Anticipating annual sales and profits to turn out substantially below its previous forecasts, Nokia has cancelled its outlook for the year.In a statement on Tuesday, noting that "multiple factors are negatively impacting Nokia's Devices & Services business to a greater extent than previously expected", the handset maker said it was "no longer appropriate to provide annual targets for 2011".
Written by David Meyer, Contributor

Anticipating annual sales and profits to turn out substantially below its previous forecasts, Nokia has cancelled its outlook for the year.

In a statement on Tuesday, noting that "multiple factors are negatively impacting Nokia's Devices & Services business to a greater extent than previously expected", the handset maker said it was "no longer appropriate to provide annual targets for 2011".
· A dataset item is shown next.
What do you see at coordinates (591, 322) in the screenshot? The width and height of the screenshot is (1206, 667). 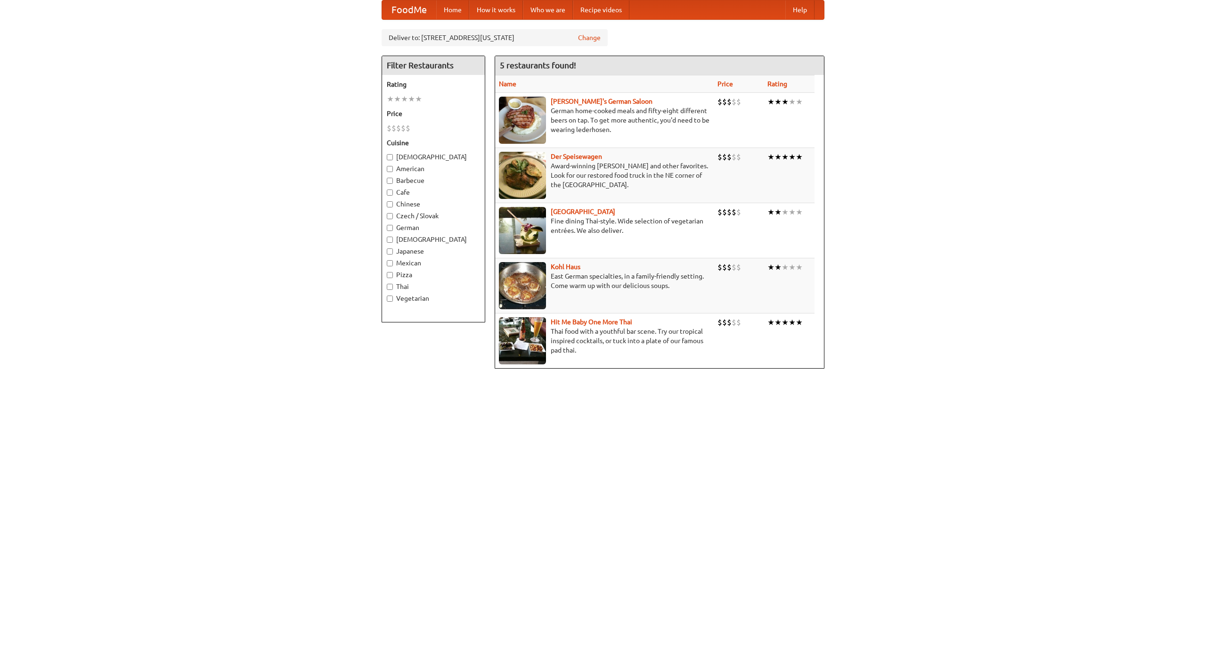 I see `a: Hit Me Baby One More Thai` at bounding box center [591, 322].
The factors include competitive dynamics and market trends, a shift to cheaper phones, and "pricing tactics" by Nokia and its competitors, the company said.

"Nokia now expects Devices & Services net sales to be substantially below its previously expected range of €6.1bn to €6.6bn for the second quarter 2011," the statement read. "This update is primarily due to lower than previously expected average selling prices and mobile device volumes."
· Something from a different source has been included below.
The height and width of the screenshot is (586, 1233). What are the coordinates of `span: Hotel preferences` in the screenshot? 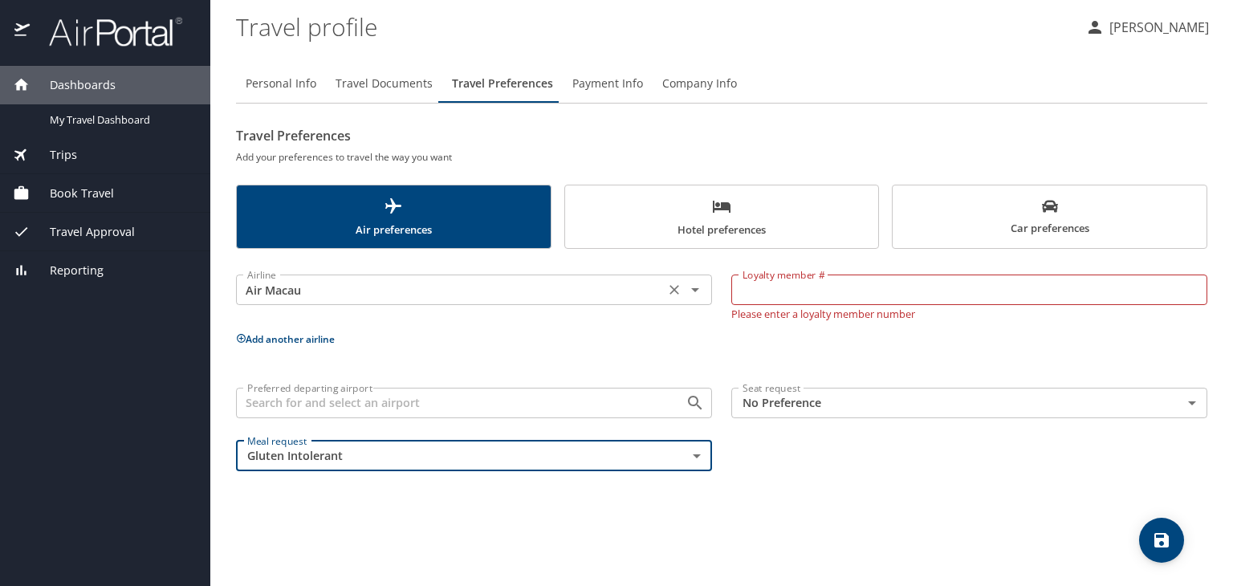 It's located at (722, 218).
The company expects its operating margin for the quarter to be "around breakeven", rather than between six and nine percent as earlier forecast.

Nokia's market share has plummeted over the last year from 44.2 percent to 27.4 percent, despite a slight increase in sales. This discrepancy between sales and market share is largely down to drastic growth in the smartphone market as a whole.

Despite the cancellation of its annual forecast, Nokia said it expects to still provide short-term quarterly forecasts in its interim reports, "as well as annual targets when circumstances allow it to do so".

Although the company's "high-level strategic objectives" remain unchanged, it is taking immediate action to address the issues, Nokia said. It added that it still expected Devices & Services sales to "grow faster than the market" once it has moved from being a Symbian company to a Windows Phone company.

"Strategy transitions are difficult," Nokia chief Stephen Elop said in the statement. "We recognise the need to deliver great mobile products, and therefore we must accelerate the pace of our transition. Our teams are aligned, and we have increased confidence that we will ship our first Nokia product with Windows Phone in the fourth quarter 2011."

UPDATE (4pm): Two hours after Nokia's announcement, and the company's share price on the Frankfurt stock exchange is down 17 percent. Stay tuned...

UPDATE (Wednesday 11:15am): Nokia's share price continues to fall.